With Dench she knew, in an unspoken way, that she was the one who was supposed to get them to wherever it was they were going. She was supposed to be the GPS lady who, when you stopped for gas, said, “Get back on the highway.” She tried to be that voice with Dench: stubborn, unflappable, keeping to the map and not saying what she knew the GPS lady really wanted to say, which was not “Recalculating” but “What in fucking hell are you thinking?”

“It all may look wrong from outer space, which is where a GPS is seeing it from,” Dench would say, when proposing alternatives of any sort, large or small, “but on the ground there’s a certain logic. Stick with me on this one. You can have all the others.”

There were no sidewalks in this wooded part of town. The sap of the stick-bare trees was just stirring after what looked like a fierce fire of a winter. The roadside gullies that would soon warm and sprout joe-pye weed and pea were still just pebble-flecked mud, and KC’s dog, Cat, sniffed his way along, feeling the winter’s melt, the ground loosening its fertile odor of wakened worms. Overhead the dirt pearl sky of March hung low as a hat brim. The houses were sidled next to marshes and sycamores, and as she walked along the roads occasionally a car would pass, and she would yank on Cat’s leash to heel him close. The roads, all named after colleges out east — Dartmouth Drive, Wellesley Way, Sweet Briar Road; where was her alma mater, SUNY New Paltz Street? — were glistening with the flat glossy colors of flattened box turtles who’d made the spring crossing too slowly and were now stuck to the macadam, thin and shiny as magazine ads.

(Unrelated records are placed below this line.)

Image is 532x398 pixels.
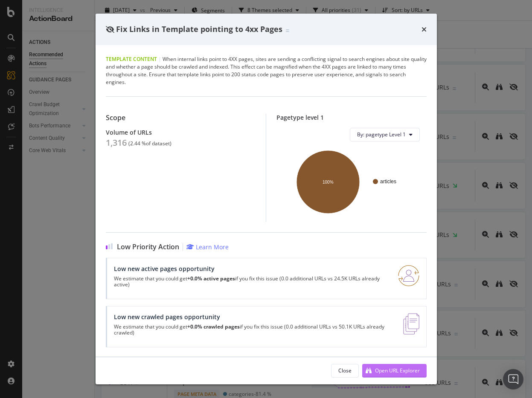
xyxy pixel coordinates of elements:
button: By: pagetype Level 1 [350,128,419,142]
div: Scope [106,114,256,122]
svg: A chart. [283,149,419,215]
div: Low new crawled pages opportunity [114,313,393,320]
div: 1,316 [106,137,127,148]
strong: +0.0% active pages [187,275,235,282]
div: modal [96,14,437,384]
button: Close [331,364,358,377]
a: Learn More [187,243,228,251]
span: Low Priority Action [117,243,179,251]
div: Learn More [196,243,228,251]
div: ( 2.44 % of dataset ) [128,141,172,147]
div: Low new active pages opportunity [114,265,388,272]
p: We estimate that you could get if you fix this issue (0.0 additional URLs vs 24.5K URLs already a... [114,275,388,288]
div: eye-slash [106,26,114,33]
text: 100% [322,180,334,184]
text: articles [380,178,396,185]
img: Equal [286,29,289,32]
div: Close [338,367,352,374]
div: When internal links point to 4XX pages, sites are sending a conflicting signal to search engines ... [106,55,426,86]
span: Fix Links in Template pointing to 4xx Pages [116,24,282,34]
div: Volume of URLs [106,129,256,136]
div: Pagetype level 1 [276,114,426,121]
img: RO06QsNG.png [398,265,419,287]
button: Open URL Explorer [362,364,426,377]
span: | [158,55,161,63]
img: e5DMFwAAAABJRU5ErkJggg== [403,313,419,335]
span: Template Content [106,55,157,63]
div: Open Intercom Messenger [503,369,523,389]
div: times [421,24,426,35]
strong: +0.0% crawled pages [187,323,240,330]
p: We estimate that you could get if you fix this issue (0.0 additional URLs vs 50.1K URLs already c... [114,324,393,336]
div: Open URL Explorer [375,367,419,374]
span: By: pagetype Level 1 [357,131,406,138]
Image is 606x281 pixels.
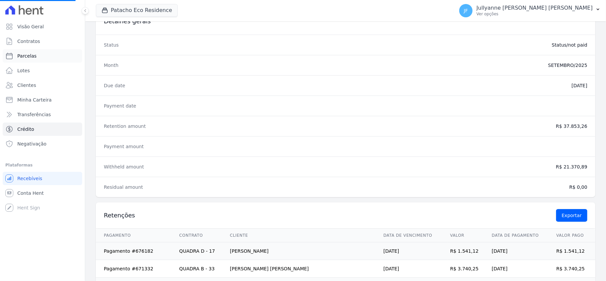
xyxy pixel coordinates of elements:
dd: Status/not paid [267,42,587,48]
span: Negativação [17,140,47,147]
span: Recebíveis [17,175,42,182]
span: Exportar [561,212,581,218]
dt: Payment date [104,102,261,109]
a: Contratos [3,35,82,48]
a: Exportar [556,209,587,221]
td: [PERSON_NAME] [227,242,380,260]
td: [DATE] [489,242,553,260]
td: QUADRA B - 33 [177,260,227,277]
td: Pagamento #671332 [96,260,177,277]
a: Conta Hent [3,186,82,200]
th: Contrato [177,228,227,242]
dt: Payment amount [104,143,261,150]
span: Conta Hent [17,190,44,196]
dt: Residual amount [104,184,261,190]
a: Parcelas [3,49,82,63]
td: R$ 3.740,25 [447,260,489,277]
th: Data de vencimento [380,228,447,242]
td: R$ 1.541,12 [553,242,595,260]
a: Minha Carteira [3,93,82,106]
th: Data de pagamento [489,228,553,242]
dt: Withheld amount [104,163,261,170]
button: Patacho Eco Residence [96,4,178,17]
span: Transferências [17,111,51,118]
td: R$ 3.740,25 [553,260,595,277]
a: Crédito [3,122,82,136]
td: Pagamento #676182 [96,242,177,260]
dd: [DATE] [267,82,587,89]
dt: Month [104,62,261,69]
dd: R$ 0,00 [267,184,587,190]
a: Clientes [3,78,82,92]
td: [DATE] [489,260,553,277]
dd: SETEMBRO/2025 [267,62,587,69]
a: Negativação [3,137,82,150]
td: [DATE] [380,260,447,277]
td: [PERSON_NAME] [PERSON_NAME] [227,260,380,277]
dd: R$ 37.853,26 [267,123,587,129]
a: Transferências [3,108,82,121]
dt: Status [104,42,261,48]
th: Valor pago [553,228,595,242]
span: Crédito [17,126,34,132]
dt: Due date [104,82,261,89]
span: Lotes [17,67,30,74]
span: Contratos [17,38,40,45]
div: Plataformas [5,161,79,169]
th: Valor [447,228,489,242]
span: Minha Carteira [17,96,52,103]
td: [DATE] [380,242,447,260]
p: Jullyanne [PERSON_NAME] [PERSON_NAME] [476,5,592,11]
th: Cliente [227,228,380,242]
h3: Retenções [104,211,556,219]
p: Ver opções [476,11,592,17]
a: Visão Geral [3,20,82,33]
a: Recebíveis [3,172,82,185]
a: Lotes [3,64,82,77]
dd: R$ 21.370,89 [267,163,587,170]
span: Parcelas [17,53,37,59]
th: Pagamento [96,228,177,242]
span: Visão Geral [17,23,44,30]
td: R$ 1.541,12 [447,242,489,260]
td: QUADRA D - 17 [177,242,227,260]
span: JF [464,8,468,13]
span: Clientes [17,82,36,88]
button: JF Jullyanne [PERSON_NAME] [PERSON_NAME] Ver opções [454,1,606,20]
dt: Retention amount [104,123,261,129]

HOSPICE CARE: IT’S NEVER TOO SOON TO CALL read a billboard near the coffee shop in what constituted the neighborhood’s commercial roar. Next to it a traffic sign read PASS WITH CARE. Surrealism could not be made up. It was the very electricity of the real. The largest part of the strip was occupied by an out-of-business bookstore whose plate-glass windows were already cloudy with dust. The D was missing from the sign so that it now read BOR ERS. In insolvency, truth: soon the chain would be shipping its entire stock to the latrines of Swaziland.

Cat was a good dog, part corgi, part Lab, and if KC wore her sunglasses into the coffee shop he could pass for a Seeing Eye dog, and she a blind person, so she didn’t have to tie him to a parking sign out front.